A Duke Grad’s Advice to Penn Staters
I think I know what you’re feeling, Nittany Lions fans. It was five years ago that a young black woman named Crystal Mangum put my alma mater, Duke, in the headlines, accusing three white lacrosse players of raping her at an off-campus party. Maybe you remember the incident. The prosecutor called it a hate crime. The coach resigned. Duke’s president cancelled the rest of the lacrosse season. There were arrests and indictments. Editorials and social commentators across the country took the opportunity to rail about my school’s male-athlete-dominated power structure and how it oppressed women, the poor and minorities.
Granted, there weren’t any children involved. Nor were the accused grown men in positions of authority; they were just guys who’d hired some strippers for a party. But the circumstances were plenty sordid, and the damage seemed incalculable. I was ashamed of my school.
Right now, you’re ashamed of your school, too. You can’t believe Jerry Sandusky would do what he’s accused of; you can’t believe so many others would have known about it and done so little, or nothing at all. Believe me, that’s nothing compared to what you’re going to feel when you get the first letter from your university’s next president crammed full of expressions like “rest assured we will do our utmost” and “thorough investigation” and urging you not to lose faith in your school … oh, and to send some more money, too.
Here’s the thing. Your school isn’t what you thought it was when you were 18, or 20, or 22. Happy Valley was never that happy, even if you were while you were there. But neither is it the den of moral turpitude it looks like today. For me, the lesson of the long, slow unfolding of the Duke lacrosse case was not to jump to conclusions even when they seem such a short hop. Nothing I’d experienced at Duke, as a student and an athlete, made it appear unlikely those lacrosse players had brutalized Crystal Mangum. Places like Penn State and Duke are athletic juggernauts, and they need to keep rolling forward, even if that sometimes means plowing over stuff that gets in the way.

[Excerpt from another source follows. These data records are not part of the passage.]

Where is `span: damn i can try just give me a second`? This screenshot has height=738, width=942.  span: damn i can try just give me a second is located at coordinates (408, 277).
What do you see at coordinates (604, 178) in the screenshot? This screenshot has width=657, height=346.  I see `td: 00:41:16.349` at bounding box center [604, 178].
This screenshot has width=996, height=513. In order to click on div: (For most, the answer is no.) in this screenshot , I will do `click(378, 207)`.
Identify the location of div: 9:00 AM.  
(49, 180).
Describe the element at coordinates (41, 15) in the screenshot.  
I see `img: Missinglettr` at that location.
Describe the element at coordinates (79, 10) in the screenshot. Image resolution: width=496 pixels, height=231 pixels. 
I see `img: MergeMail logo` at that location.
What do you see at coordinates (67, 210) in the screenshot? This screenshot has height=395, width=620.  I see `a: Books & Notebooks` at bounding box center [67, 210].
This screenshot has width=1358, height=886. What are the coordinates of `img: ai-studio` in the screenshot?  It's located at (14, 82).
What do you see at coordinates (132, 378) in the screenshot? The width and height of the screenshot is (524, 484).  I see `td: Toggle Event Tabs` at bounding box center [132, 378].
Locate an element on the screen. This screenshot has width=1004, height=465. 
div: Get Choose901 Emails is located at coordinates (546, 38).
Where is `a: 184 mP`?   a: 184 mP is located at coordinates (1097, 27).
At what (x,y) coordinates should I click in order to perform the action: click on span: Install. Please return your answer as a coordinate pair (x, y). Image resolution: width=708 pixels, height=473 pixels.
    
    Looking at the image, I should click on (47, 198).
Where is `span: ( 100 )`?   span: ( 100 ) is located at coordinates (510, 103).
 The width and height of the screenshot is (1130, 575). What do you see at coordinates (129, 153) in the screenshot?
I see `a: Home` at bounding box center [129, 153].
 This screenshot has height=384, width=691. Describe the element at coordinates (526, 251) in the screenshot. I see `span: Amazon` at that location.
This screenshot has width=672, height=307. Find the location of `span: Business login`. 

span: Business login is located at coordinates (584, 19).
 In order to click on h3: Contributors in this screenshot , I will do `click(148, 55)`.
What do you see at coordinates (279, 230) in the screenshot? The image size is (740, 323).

But that’s part of what you love about your school—that it makes it to bowl games and NCAA championships, that unlike friends and colleagues who went to Swarthmore and West Chester and Alvernia, you get to bask in your teams’ residual glory on a national level, and pick up t-shirts at Dick’s instead of just on campus. It’s a weird dichotomy: I cringe at the bullying behavior of the Cameron Crazies even as I wish I were there among them, painted Duke blue and screaming at the top of my lungs.
Schools really are like families. (That’s what “alma mater” means: “foster mother.”) They stiffen us into shapes at a time in life when we’re still amorphous. Sometimes we’re grateful for that; sometimes we’re resentful. Most often, we’re both. My affinity for Duke serves as a reminder of two sides of my nature: the shy, careful writer, and the raging fan who would do anything for a win.
The writer’s still there even when I’m raging. The good parts of Penn State still exist on campus, amid the fall foliage blaze. Try to view this as an opportunity to think a little more deeply about your school—to push past the sheeny recollected haze of beer and football and friendship to examine its past, its progress, where it’s going and what you’d like to see it become. If you’re generally pleased, go on writing checks. If you’re not, write a letter. Let that president know your thoughts on the school you love.
And you should probably be forewarned: Sales of Duke gear, especially lacrosse t-shirts, tripled at the school store in the months after Mangum’s accusation. Never underestimate the shamelessness of a bunch of beer-stoked undergrads.